Travon Nelson was his name. He worked as a dishwasher in a restaurant all the way downtown. They stopped serving at eleven, he was usually out by a little before one, took the number 17 bus uptown, got home here around two. He had just got off the bus, and was walking toward his building, his white cane tapping the sidewalk ahead of him...
He had once thought he’d like to become a Major League ballplayer.
...when he heard the sharp crack of a small-arms weapon, and then heard a car door slamming, and then a hissing sound, he didn’t know what it was...
The spray paint, Meyer thought... and then a man yelling.

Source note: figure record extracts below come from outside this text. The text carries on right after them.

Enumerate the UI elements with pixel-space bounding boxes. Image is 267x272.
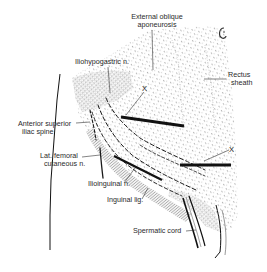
label-spermatic-cord: Spermatic cord <box>133 226 181 235</box>
label-ilioinguinal: Ilioinguinal n. <box>88 179 130 188</box>
label-cutaneous-n: cutaneous n. <box>44 159 85 168</box>
label-iliohypogastric: Iliohypogastric n. <box>75 57 129 66</box>
label-sheath: sheath <box>231 78 253 87</box>
label-x-lower: X <box>229 145 234 154</box>
label-inguinal-lig: Inguinal lig. <box>107 195 143 204</box>
anatomy-diagram: External oblique aponeurosis Iliohypogas… <box>0 0 267 272</box>
label-x-upper: X <box>142 84 147 93</box>
label-iliac-spine: iliac spine <box>22 127 54 136</box>
label-aponeurosis: aponeurosis <box>137 20 177 29</box>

“Yelling at you?” Carella asked.
“No, sir. Must’ve been some girl.”
“What makes you think that?”
“Cause whut he yelled was ‘You whore!’ An’ then I think he must’ve hit her, cause she screamed an’ kepp right on screamin an’ screamin.”
“Then what?” Meyer asked.
“He run off. She run off, too. I heerd her heels clickin away. High heels. When you blind...”
His voice caught.
They could not see his eyes behind the dark glasses.

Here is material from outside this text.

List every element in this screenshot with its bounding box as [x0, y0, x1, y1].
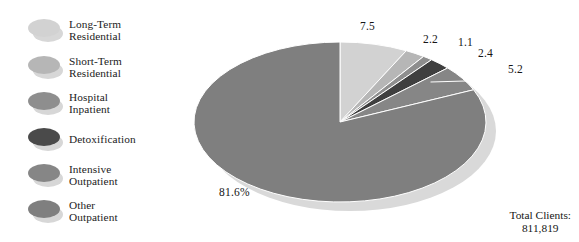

“...you compensate with yo’ other senses. They was the sound of the man’s shoes runnin off and then the click of the girl’s high heels.”
He was silent for a moment, remembering again what high heels on a sidewalk sounded like.
“Then evy’thin went still again,” he said.
Years of living in war-torn Afghanistan had left their mark on Gulalai Nazir’s wrinkled face and stooped posture; she looked more like a woman in her late sixties than the fifty-five-year-old mother of Salim. The detectives had called ahead first, and several grieving relatives were already in her apartment when they got there at six that Saturday morning. Gulalai — although now an American citizen — spoke very little English. Her nephew — a man who at the age of sixteen had fought with the mujahideen against the Russians — translated for the detectives.
Gulalai told them what they had already heard from the short-order cook.
Her son was loved and respected by everyone. He was a kind and gentle person. A loving son. He had a wonderful sense of humor. He was thoughtful and generous. He was devout. Gulalai could not imagine why anyone would have done this to him.
“Unless it was that Jew,” she said.
The nephew translated.
“Which Jew?” Carella asked at once.
“The one who killed that other Muslim cab driver uptown,” the nephew translated.
Gulalai wrung her hands and burst into uncontrollable sobbing. The other women began wailing with her.
The nephew took the detectives aside.
His name was Osman, he told them, which was Turkish in origin, but here in America everyone called him either Ozzie or Oz.